While white people were guaranteed their administrative and political positions in the civil service and military, many black guerillas were refused integration and military pensions. While white leaders had refused to be dragged to the commission, black people did not have the same luxury.

While the agenda of the commission was the achievement of truth and reconciliation, we see even today that communities have not been brought into integration processes. The Group Areas Act and the Colour Bar Act were scrapped only on paper and as a result, we find coloured areas and whites-only areas. This time, it’s even worse because some have established their own mini countries within a country. As if that were not enough, the DA and its allies are pushing hard to have the Western Cape declared yet another country within a country.

We have seen many examples of black people moving into white schools, white suburbs and white everything but we do not see the same movement on the other side. Instead, white people drift even further away as black people come closer. They have removed their children from the former model C schools into private and far more expensive education.

They have moved from the suburbs into the expensive estates in which black people cannot afford to live even after three decades of democracy, an indication that white household income remains far higher than their black counterparts. The minority petty bourgeois blacks who can afford private schools usually face the drama of their children being excluded on the bases of their hairstyles and things like that.

All this is a clear indication that one-sided reconciliation will never work; it is simply a unity of convenience. It is unity based on what white people will gain from it. It is a unity of white parasites that need black people only so far as it will give them some Broad-based BEE benefits. It is fake reconciliation, a false dream of the rainbow nation.

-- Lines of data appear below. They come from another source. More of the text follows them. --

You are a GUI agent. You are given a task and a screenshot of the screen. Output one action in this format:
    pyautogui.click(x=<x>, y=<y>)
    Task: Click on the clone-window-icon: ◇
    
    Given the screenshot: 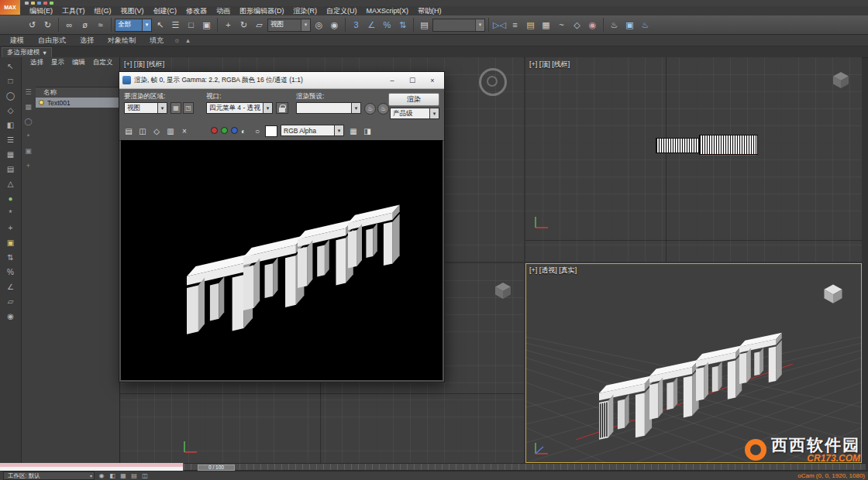 What is the action you would take?
    pyautogui.click(x=157, y=131)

The rainbow nation itself is a fake, forged on the basis of distrust where others are allowed to train secret armies and have their own currencies, shops, banks and schools far away from the so-called rainbow nation. Again, it is reconciliation that is based on pretentious and suspicious relationships of white and black, where some elite blacks are financed to be in power as proxies of the minority whites that can survive only through a proxied majority by the corrupt blacks.

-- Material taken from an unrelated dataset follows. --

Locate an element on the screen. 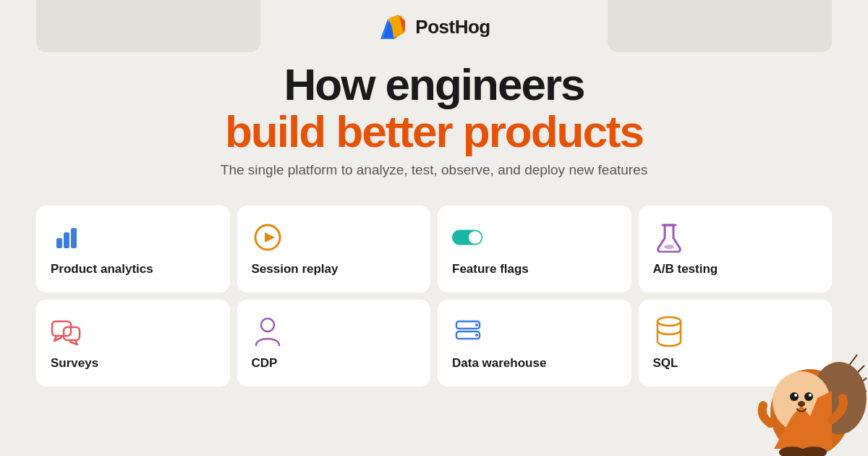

The political strategy to form and fund small, insignificant political parties that will never make a mark on majority rule is one example of many that the white minority regime use to maintain and cling to colonial power because this means that there will never be any black majority in a multiparty democracy. The irony of the latest development is that the black political parties believe that their funding is an indication of friendship and reconciliation whereas the opposite is true.

No government in the world can forge reconciliation between black and white people where the so-called rule of law is tilted to the advantage of one group over another. In a country where the banking system grants loans discriminately in favour of white people and the government doesn’t see anything punishable in that, there can be no reconciliation. An economic environment where the banks are not scared to manipulate the currency to the benefit of white monopoly capital and to the detriment of the black majority, there can be no reconciliation. It is a false dream of the so-called rainbow nation.

A country where the constitution guarantees the theft of the land as genuine and legitimate ownership has no foundation on which to base reconciliation. In a country where the truth is denied by the minority whites who prefer that colonisation and unlawful settlement of white settlers is buried and not talked about, there is no room for reconciliation. It is just a dream that will never come true.

Vukile Theo Phanyaphanya is a retired teacher and an active author.